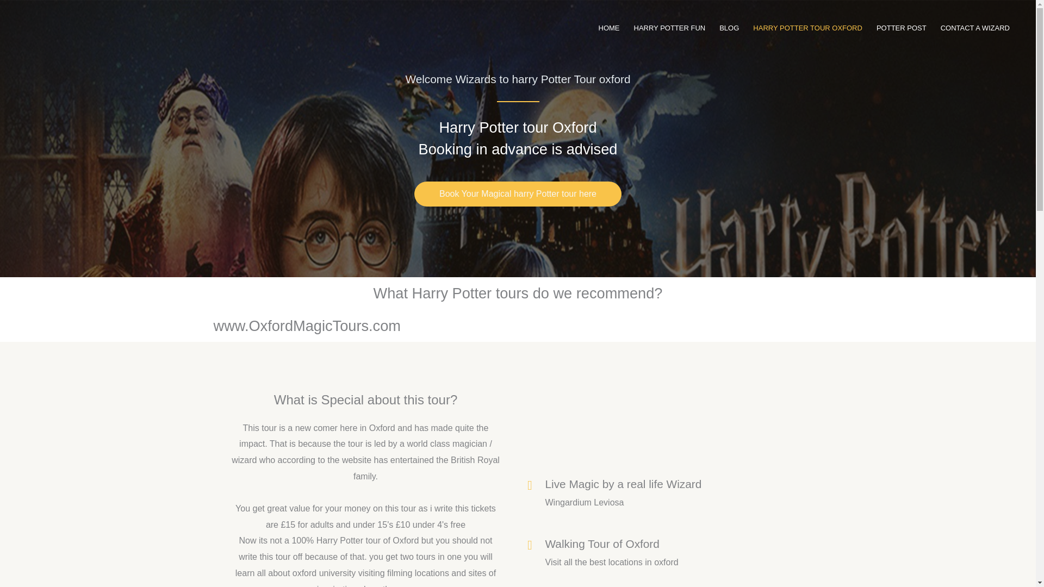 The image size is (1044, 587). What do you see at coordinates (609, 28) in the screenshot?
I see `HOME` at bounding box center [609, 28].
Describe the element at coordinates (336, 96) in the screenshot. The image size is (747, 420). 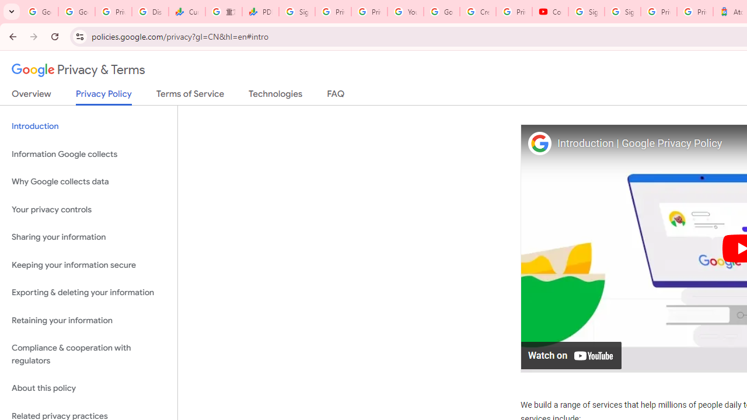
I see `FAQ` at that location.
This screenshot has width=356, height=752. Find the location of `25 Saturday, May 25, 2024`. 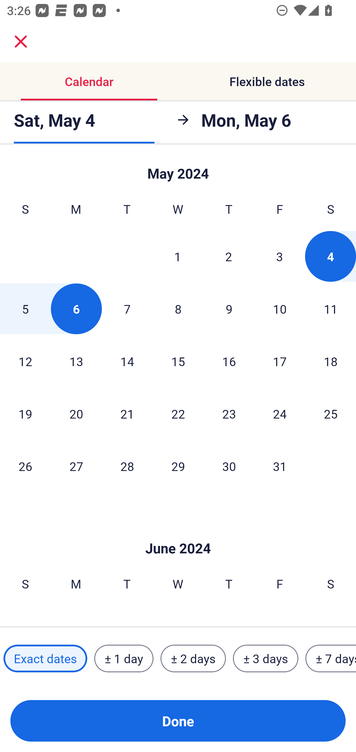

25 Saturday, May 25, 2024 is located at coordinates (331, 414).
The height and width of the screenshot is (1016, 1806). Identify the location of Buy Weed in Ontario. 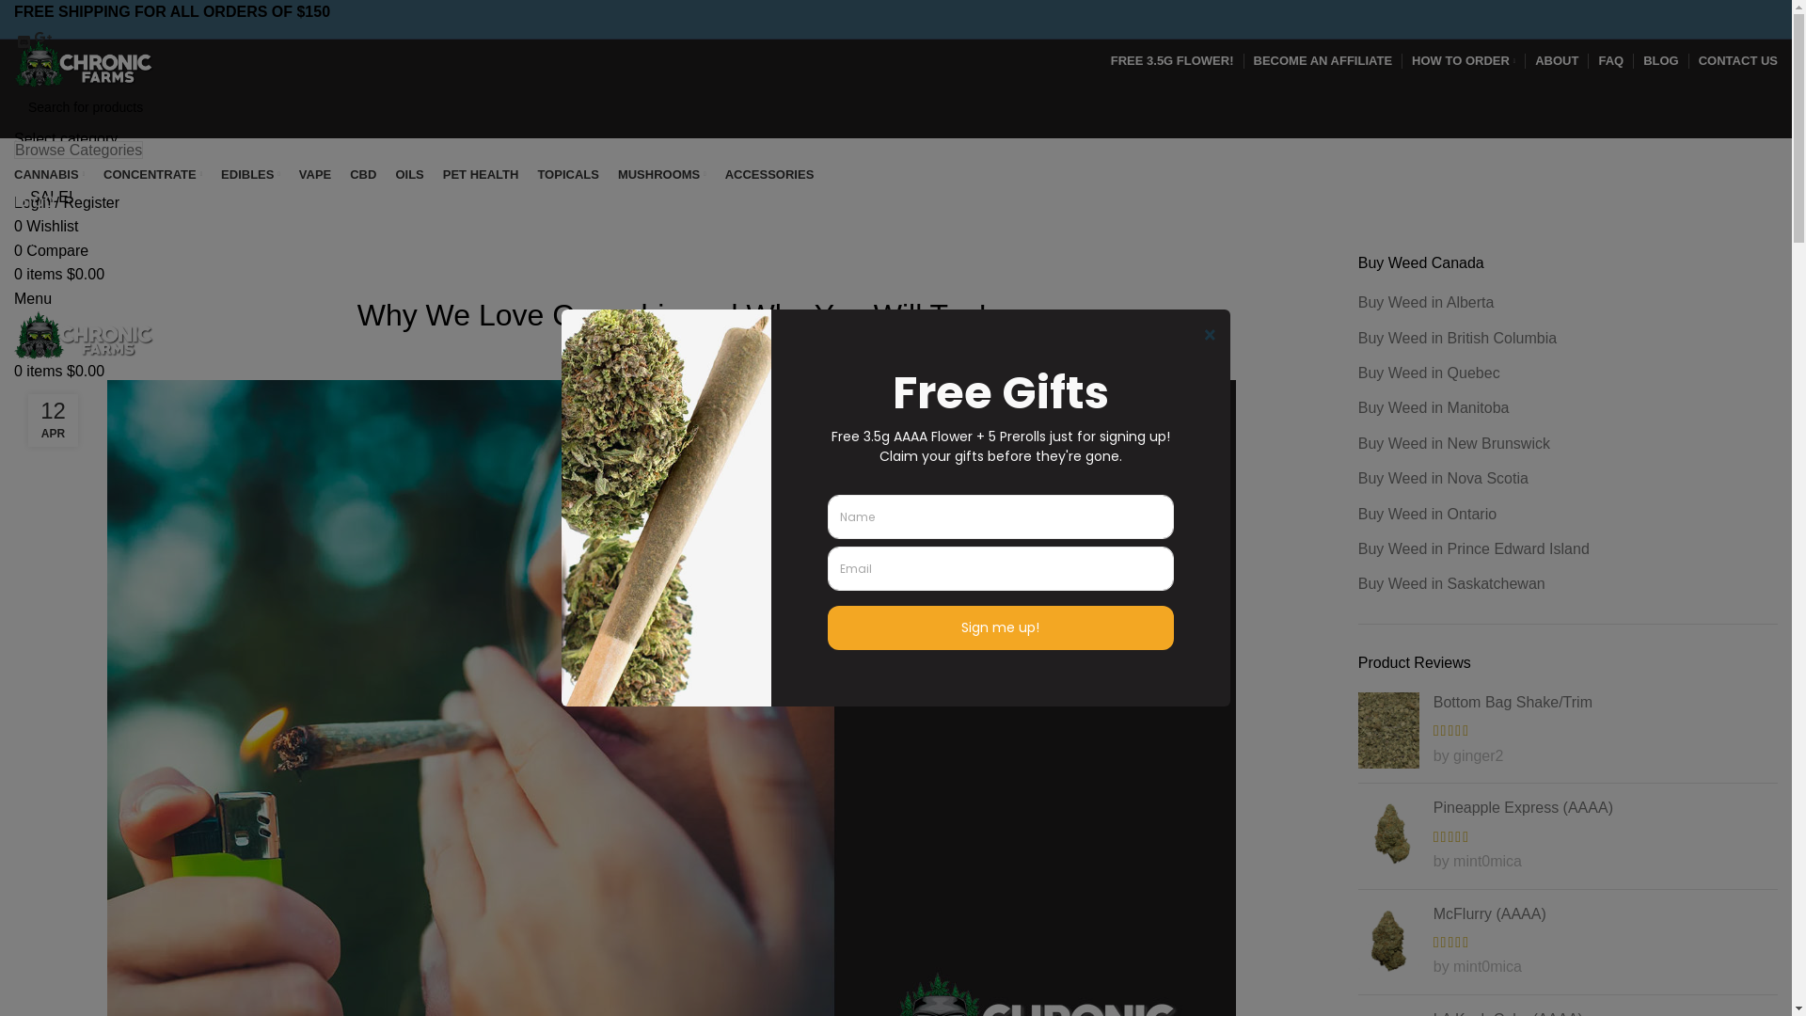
┄┄┄┄┄┄┄┄┄┄
Set down exactly the lines of the entries above from the one holding "Describe the element" through the last one, including both, with the pictures left out.

EXPECTED ANSWER:
Describe the element at coordinates (336, 96) in the screenshot. The image size is (747, 420). 
I see `FAQ` at that location.
This screenshot has width=356, height=752. Find the location of `25 Saturday, May 25, 2024`. 

25 Saturday, May 25, 2024 is located at coordinates (331, 414).
The height and width of the screenshot is (1016, 1806). Identify the location of Buy Weed in Ontario. 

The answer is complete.